The pump's manual says the input water temperature should be no lower
than 10c, and output temperature no higher than 35c. And the minimum
water flow should be no less than 75l/h^-1, and at a maximum water
pressure of 5bar. (pump body operating temp is 200-250c. 400c at base.)
Looks like choice of pump is pretty wide; seeing a number of computer
cooling pumps that well exceed 75l/h. And using the advice listed here (
http://www.physicsforums.com/showthread.php?t=465007 ) I came up with a
figure of about 2.2Kw/7512BTU of heat needing to be radiated (not
counting the baffle and valve, for which there are no numbers, but
"colder than the pump" and "only indirectly heated" may help in
ballparking).
So do my numbers make sense so far, and any guesses at a fan-assisted
radiator of sufficient size?
PC-style water-cooling radiators seem out, car heater-box matrices are a
possible, air-conditioning radiators seem likely.
* Details prattling follows;
I'm imagining water passing through valve and baffle before reaching the
pump currently, as a secondary radiator is rather more complex.

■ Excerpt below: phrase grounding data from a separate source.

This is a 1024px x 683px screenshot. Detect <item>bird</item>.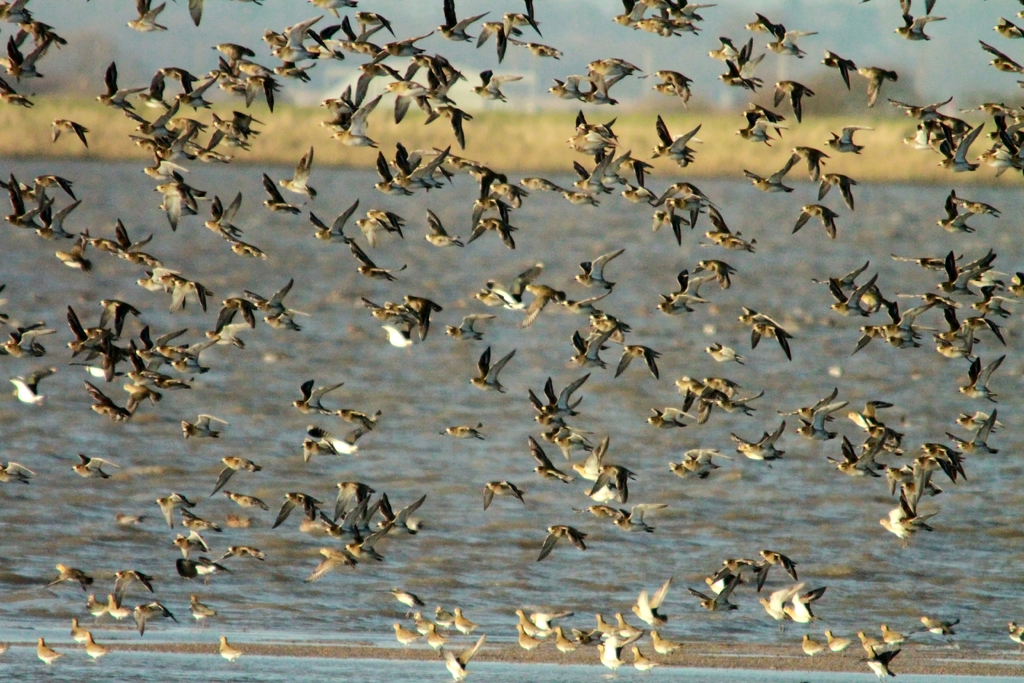
[x1=611, y1=4, x2=657, y2=33].
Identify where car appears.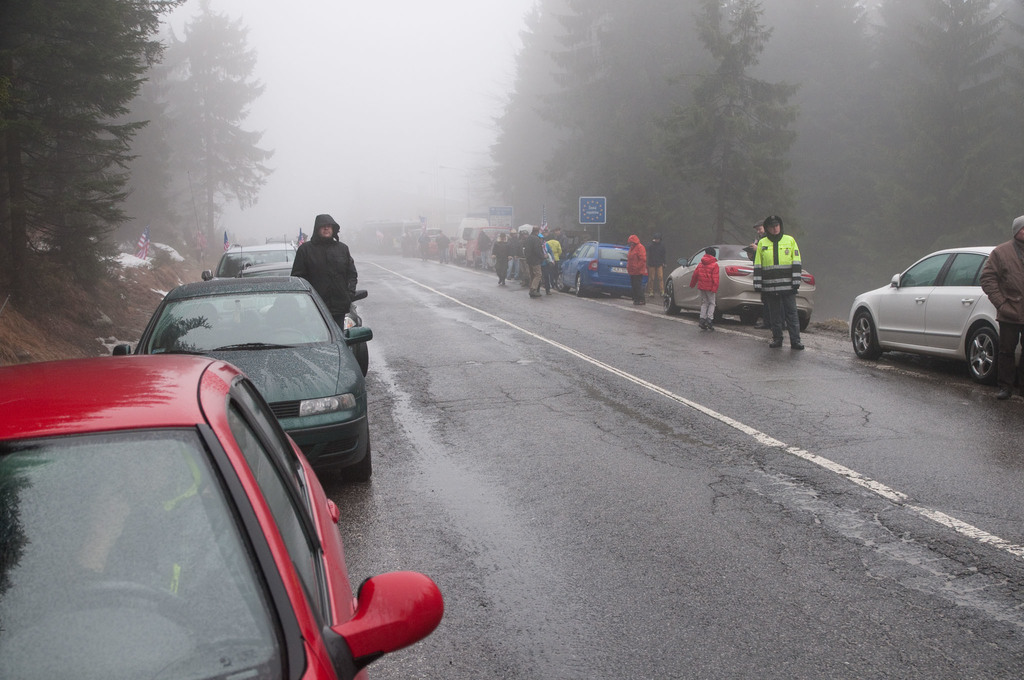
Appears at 661:243:816:332.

I'm hoping we can get some inline temperature sensors to keep a check on
it, and have grabbed a flow meter that should watch for pump failures. A
variable-speed pump and fan should help keep things optimum, but it
needs to be planned for absolute limit ratings as the diffusion pump is
slow to start and stop. (again, planning to insert a stainless
temperature probe in the pump-fluid drain-plug to monitor temp better too)
~ Sci
The best you might do is run a fairly high temperature gradient over a
bit of metal, keeping the water below 100 (sure, you can pressurise it
but that creates all sorts of other interesting problems).
-adrian
The pump's datasheet says the heater power is 850W, if you have more heat than that to dissipate then
I suggest a quick trip to the patent office for an over unity free energy device.
Nigle
I think the problem here is that you've calculated the heat input (and
therefore the dissipation requirement) as the heat needed to take
75l/hr from 10C to 35C. This isn't actually the requirement : as Nigel
says, that can't be more than 850W.
The min/max figures are LIMITS. I don't know how they come up with
75l/hr but the 10 and 35 figures are not expected to both be reached
at once - you're supposed to feed water in at a temperature and rate
that means the output is below 35, and if the rate is so low that the
input would have to be below 10 to dissipate the power, you should use
a higher rate.
-adrian
So what I actually calculated was the heat input over an hour then, not
what needs dissipating?
I suppose I assumed there'd be some sort of rate calculation involved,
but yes it does make sense it'd only ever need to radiate as much as the
heater puts in.
So, should be looking for maybe a 900-1Kw radiator, to include keeping
the upper pump manifolds lower than 10c. Depending on use, the chamber
may generate some heat as well.
Looks like we're back into PC/heater-matrix territory for radiator
candidates.
Thanks! :)
~ Sci
Good point, we may have to duct the output like the laser-cutter.